The historian of technology David Nye wrote about the “technological sublime” — the awe Americans felt in the nineteenth century standing before a great bridge or a locomotive or the first electrified city. The feeling was real. But the sublime is a view from a particular angle. The workers who built the bridge experienced something quite different. The families displaced by the railroad’s right-of-way experienced something different still.

The question isn’t whether the technology will eventually reach her. It will. The diffusion curve is patient. It likely will surprise.

The question is whether anyone is doing the translation work. The act of standing in a specific kind of life and asking: what would this actually change here? In the actual kitchen, on the actual Tuesday.

Isenberg noted that the coworking spaces in SF are half empty but the coffee shops are packed. People want to be around people.

The taqueria is also a place where people want to be around people. It has been that for a long time.

She’ll adapt. She’s been adapting for twenty years.

But that’s a very different story than the one being told in San Francisco on those billboards.

Categories
California Petroleum

The Last Tanker

There is a strange, quiet finality to the arrival of the New Corolla. It is a massive vessel, carrying two million barrels of crude—a literal, physical weight of energy—into the Port of Long Beach. It loaded up in Iraq on February 24th, just days before the world’s geopolitical plates shifted and the Strait of Hormuz effectively slammed shut.

By the time you read this, that oil will have been offloaded, refined, and moved into the capillaries of California’s infrastructure—into gas tanks, jet engines, and diesel generators.

And then, the silence begins.

California has long existed as an “energy island.” It is a geographic quirk that defines our modern life: we are disconnected from the domestic pipeline network that feeds the rest of the country. We don’t have the luxury of pulling from a pipeline in Texas or the Midwest. We are, by design, tethered to the horizon. We are dependent on the flow of tankers across the vast, deep blue of the Pacific.
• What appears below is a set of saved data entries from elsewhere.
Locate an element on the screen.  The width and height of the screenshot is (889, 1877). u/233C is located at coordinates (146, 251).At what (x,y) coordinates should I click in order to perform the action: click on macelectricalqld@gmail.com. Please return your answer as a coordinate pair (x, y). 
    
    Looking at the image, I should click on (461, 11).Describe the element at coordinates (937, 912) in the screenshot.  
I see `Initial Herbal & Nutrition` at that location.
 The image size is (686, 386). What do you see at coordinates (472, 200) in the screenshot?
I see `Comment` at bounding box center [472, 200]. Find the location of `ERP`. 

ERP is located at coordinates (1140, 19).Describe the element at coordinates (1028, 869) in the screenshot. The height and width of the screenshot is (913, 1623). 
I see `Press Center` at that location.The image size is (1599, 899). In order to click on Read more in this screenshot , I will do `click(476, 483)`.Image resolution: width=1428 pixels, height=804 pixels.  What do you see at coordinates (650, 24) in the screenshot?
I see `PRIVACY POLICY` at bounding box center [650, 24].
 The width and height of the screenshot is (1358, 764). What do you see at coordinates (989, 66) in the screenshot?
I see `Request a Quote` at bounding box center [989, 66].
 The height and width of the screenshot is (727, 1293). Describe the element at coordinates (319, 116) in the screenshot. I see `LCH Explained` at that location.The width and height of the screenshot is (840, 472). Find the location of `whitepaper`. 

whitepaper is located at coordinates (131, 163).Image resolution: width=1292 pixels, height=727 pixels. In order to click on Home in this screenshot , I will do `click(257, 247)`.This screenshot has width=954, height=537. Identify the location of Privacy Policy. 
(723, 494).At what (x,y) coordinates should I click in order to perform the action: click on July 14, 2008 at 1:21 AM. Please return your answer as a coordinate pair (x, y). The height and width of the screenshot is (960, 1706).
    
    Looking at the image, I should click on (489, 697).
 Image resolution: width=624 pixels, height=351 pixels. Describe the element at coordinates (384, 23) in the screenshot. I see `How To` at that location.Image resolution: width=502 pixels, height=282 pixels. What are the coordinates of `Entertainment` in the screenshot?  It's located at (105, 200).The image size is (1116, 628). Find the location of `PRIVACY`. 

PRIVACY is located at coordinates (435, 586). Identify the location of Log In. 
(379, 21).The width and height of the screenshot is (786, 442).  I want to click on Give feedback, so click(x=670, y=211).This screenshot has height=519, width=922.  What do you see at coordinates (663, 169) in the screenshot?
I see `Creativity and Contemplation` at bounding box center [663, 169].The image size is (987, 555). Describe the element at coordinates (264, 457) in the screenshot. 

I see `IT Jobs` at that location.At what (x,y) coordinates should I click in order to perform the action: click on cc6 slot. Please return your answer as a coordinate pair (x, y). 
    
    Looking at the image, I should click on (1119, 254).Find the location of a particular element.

For years, this worked. It was a invisible architecture of convenience. We consumed, and the tankers arrived with the metronomic precision of a clock. But the New Corolla is not just a delivery; it is a period at the end of a sentence. It represents the last of a supply chain that we assumed would be permanent.

When the analyst says, “all bets are off,” they aren’t just talking about prices at the pump or the logistical scrambling of refineries trying to source crude from Brazil or Guyana. They are describing the erosion of a certainty we didn’t realize we relied on. We have built a state—a massive, humming, technological engine—on the assumption that the world is a frictionless marketplace.

The crisis is not just about the supply of oil; it is the realization that we are fragile.

We look at our inventories, and we see them as a buffer. We are told they are “healthy,” but inventories are, by definition, a countdown. They are the water left in the glass after the tap has been turned off. We are now in the uncomfortable, interim phase where the supply lines are empty, and the new ones haven’t yet been built—or perhaps, cannot be built.

It is easy to look at this and see a political or economic failure. It is harder to see it as a human one. We have become experts at consuming the distant, while remaining strangers to the mechanics of that consumption. We have lived in the architecture of the “global everything,” and now, as the walls of that architecture contract, we are forced to look at the geometry of our own isolation.

The New Corolla will depart for distant waters. It will leave behind a void, and in that void, we will find out if our resilience is as robust as our rhetoric.

The future is only guaranteed for those who can afford to survive the present.

And for now, the present is a question of how much gasoline is left in the tank, how much jet fuel is available and how quickly we can learn to walk on our own.